The researchers said they were able to do this with nearly 100% efficiency, by using a non-precious and cheap catalyst in a commercial electrolyzer.

The team used seawater as a feedstock without the need for any pre-treatment processes like reverse osmosis desolation, purification, or alkanization.

Usually, it is always necessary to treat impure water to a certain level of water purity for conventional electrolyzers including desalination and deionization, which often increases the operation and maintenance cost of the processes.

“Our work provides a solution to directly utilize seawater without pre-treatment systems and alkali addition, which shows similar performance as that of existing metal-based mature pure water electrolyzer,” Associate Professor Yao Zheng, a researcher in the School of Chemical Engineering, said.

The advantage of the discovery is that seawater is an almost infinite resource and is considered a natural feedstock electrolyte. It is even more practical for regions with long coastlines and abundant sunlight.
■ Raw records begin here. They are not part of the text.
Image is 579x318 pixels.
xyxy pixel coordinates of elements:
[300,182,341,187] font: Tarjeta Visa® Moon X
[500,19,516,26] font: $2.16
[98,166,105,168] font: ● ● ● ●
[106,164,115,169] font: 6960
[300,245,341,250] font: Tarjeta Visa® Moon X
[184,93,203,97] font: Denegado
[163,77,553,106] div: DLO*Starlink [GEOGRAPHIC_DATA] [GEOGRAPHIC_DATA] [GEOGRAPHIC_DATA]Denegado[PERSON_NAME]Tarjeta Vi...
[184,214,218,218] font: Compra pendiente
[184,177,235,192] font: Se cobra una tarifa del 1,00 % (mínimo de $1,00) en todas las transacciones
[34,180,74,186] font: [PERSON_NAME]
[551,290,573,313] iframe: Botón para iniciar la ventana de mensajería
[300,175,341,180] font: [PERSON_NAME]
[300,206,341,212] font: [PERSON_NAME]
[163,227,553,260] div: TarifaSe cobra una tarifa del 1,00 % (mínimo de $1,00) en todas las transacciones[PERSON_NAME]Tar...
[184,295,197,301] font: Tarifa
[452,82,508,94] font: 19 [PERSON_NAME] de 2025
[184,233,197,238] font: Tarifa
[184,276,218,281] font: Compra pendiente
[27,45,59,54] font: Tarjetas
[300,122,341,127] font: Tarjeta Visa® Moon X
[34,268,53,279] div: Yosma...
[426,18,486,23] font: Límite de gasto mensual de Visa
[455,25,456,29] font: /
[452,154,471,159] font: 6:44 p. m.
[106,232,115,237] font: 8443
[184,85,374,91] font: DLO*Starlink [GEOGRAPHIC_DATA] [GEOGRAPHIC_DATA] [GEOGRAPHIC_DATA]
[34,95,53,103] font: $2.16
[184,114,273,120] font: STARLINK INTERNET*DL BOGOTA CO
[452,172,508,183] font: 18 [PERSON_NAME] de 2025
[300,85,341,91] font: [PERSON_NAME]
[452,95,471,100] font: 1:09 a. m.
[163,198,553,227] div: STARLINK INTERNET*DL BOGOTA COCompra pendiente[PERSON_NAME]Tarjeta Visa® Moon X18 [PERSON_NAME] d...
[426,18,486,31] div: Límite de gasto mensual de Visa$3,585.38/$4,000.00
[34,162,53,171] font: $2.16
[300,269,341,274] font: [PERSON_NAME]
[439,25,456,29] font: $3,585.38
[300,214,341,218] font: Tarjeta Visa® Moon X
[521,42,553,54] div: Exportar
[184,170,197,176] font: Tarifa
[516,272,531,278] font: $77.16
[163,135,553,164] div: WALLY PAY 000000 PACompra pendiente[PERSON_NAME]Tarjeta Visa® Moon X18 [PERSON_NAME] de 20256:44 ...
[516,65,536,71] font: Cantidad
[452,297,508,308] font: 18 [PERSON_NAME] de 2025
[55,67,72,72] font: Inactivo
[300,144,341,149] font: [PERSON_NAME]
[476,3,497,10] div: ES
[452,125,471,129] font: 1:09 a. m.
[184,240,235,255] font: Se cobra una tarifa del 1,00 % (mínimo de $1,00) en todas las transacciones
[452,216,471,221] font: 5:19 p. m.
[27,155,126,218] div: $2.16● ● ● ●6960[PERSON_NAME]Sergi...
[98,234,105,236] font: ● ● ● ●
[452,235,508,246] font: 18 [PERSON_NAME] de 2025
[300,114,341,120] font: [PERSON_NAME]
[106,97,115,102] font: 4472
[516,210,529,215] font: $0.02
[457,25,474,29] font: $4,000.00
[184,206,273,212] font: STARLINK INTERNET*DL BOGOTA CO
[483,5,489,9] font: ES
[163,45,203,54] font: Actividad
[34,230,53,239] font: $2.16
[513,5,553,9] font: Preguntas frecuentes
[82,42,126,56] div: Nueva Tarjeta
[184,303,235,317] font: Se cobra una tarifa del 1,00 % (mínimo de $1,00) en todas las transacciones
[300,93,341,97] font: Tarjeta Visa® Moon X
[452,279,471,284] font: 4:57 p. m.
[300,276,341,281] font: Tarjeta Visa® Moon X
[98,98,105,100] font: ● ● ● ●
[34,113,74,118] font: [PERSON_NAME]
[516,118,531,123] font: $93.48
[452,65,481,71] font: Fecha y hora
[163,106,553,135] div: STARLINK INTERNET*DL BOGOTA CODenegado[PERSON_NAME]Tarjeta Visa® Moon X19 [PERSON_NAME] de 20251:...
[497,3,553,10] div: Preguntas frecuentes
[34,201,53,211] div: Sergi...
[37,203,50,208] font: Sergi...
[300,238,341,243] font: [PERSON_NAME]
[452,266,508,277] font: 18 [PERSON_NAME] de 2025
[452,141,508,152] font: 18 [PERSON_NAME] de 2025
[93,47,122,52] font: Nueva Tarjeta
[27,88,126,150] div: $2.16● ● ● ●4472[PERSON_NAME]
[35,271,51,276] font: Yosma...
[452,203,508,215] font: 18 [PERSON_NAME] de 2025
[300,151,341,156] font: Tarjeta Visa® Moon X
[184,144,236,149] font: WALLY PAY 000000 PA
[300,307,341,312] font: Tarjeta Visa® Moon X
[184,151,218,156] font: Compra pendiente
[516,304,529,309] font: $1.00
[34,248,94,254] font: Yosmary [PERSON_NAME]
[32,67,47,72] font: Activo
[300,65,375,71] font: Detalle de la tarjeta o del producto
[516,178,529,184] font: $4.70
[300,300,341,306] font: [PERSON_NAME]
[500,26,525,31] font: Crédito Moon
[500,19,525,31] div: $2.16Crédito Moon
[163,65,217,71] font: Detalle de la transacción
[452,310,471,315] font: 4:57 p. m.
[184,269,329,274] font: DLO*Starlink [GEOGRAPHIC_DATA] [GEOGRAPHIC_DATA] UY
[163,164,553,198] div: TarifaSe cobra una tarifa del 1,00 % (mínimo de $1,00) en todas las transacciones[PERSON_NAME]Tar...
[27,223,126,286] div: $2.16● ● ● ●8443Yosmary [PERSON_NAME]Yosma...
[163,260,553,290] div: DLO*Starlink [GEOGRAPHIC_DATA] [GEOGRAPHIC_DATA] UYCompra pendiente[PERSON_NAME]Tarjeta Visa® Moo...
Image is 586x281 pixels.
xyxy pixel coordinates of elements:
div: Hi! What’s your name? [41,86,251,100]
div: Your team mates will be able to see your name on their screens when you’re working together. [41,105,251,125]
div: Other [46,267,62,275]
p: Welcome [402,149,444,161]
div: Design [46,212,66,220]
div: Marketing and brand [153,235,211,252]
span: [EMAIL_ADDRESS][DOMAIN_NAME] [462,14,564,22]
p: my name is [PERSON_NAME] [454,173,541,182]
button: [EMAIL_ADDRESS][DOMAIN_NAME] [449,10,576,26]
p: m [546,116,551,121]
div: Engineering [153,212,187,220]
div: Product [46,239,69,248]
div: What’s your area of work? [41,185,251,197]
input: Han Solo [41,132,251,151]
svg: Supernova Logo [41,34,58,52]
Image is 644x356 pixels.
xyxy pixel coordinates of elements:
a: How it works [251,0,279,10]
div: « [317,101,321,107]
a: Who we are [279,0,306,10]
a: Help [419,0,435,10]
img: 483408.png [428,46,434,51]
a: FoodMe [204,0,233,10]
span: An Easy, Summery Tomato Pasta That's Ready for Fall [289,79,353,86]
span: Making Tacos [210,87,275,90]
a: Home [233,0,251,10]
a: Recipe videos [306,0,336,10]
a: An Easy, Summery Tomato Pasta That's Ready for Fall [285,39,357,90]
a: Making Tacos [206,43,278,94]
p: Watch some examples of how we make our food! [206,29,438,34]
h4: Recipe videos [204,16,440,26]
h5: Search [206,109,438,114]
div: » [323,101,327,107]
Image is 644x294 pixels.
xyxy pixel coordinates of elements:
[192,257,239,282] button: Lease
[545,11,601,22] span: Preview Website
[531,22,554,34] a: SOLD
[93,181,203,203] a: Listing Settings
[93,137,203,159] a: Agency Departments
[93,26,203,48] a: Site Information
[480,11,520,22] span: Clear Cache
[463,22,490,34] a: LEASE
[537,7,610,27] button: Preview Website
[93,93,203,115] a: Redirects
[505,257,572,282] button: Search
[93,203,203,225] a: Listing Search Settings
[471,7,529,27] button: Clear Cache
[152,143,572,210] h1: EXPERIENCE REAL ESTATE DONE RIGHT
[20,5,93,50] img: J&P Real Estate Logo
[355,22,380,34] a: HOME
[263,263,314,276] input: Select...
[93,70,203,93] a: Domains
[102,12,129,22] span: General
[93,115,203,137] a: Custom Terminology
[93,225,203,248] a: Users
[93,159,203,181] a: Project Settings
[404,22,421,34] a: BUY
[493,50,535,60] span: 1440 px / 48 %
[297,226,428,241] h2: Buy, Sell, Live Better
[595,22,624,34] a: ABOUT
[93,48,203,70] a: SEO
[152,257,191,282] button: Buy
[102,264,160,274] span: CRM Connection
Zheng said the current electrolyzers are operated with highly purified water electrolytes.

Increased demand for hydrogen can partially or completely replace energy generated by fossil fuels but it also runs the risk of aggravating the existing and increasing crisis of scarcity of freshwater resources.

The researchers concluded that while seawater electrolysis may still be in early development compared with pure water electrolysis because of electrode side reactions, and corrosion arising from the complexities of using seawater, it shows massive potential.

The team said they will work on scaling up the system by using a larger electrolyzer so that it can be used in commercial processes such as hydrogen generation for fuel cells and ammonia synthesis.

Recently, researchers at the École Polytechnique fédérale de Lausanne invented a solar-powered device that is capable of harvesting water from the air for conversion into hydrogen fuel.

In September 2022, a group of researchers at the University of Melbourne developed a way to generate hydrogen directly from the air, eliminating the dependency on freshwater resources and providing a new direction for a carbon-free future.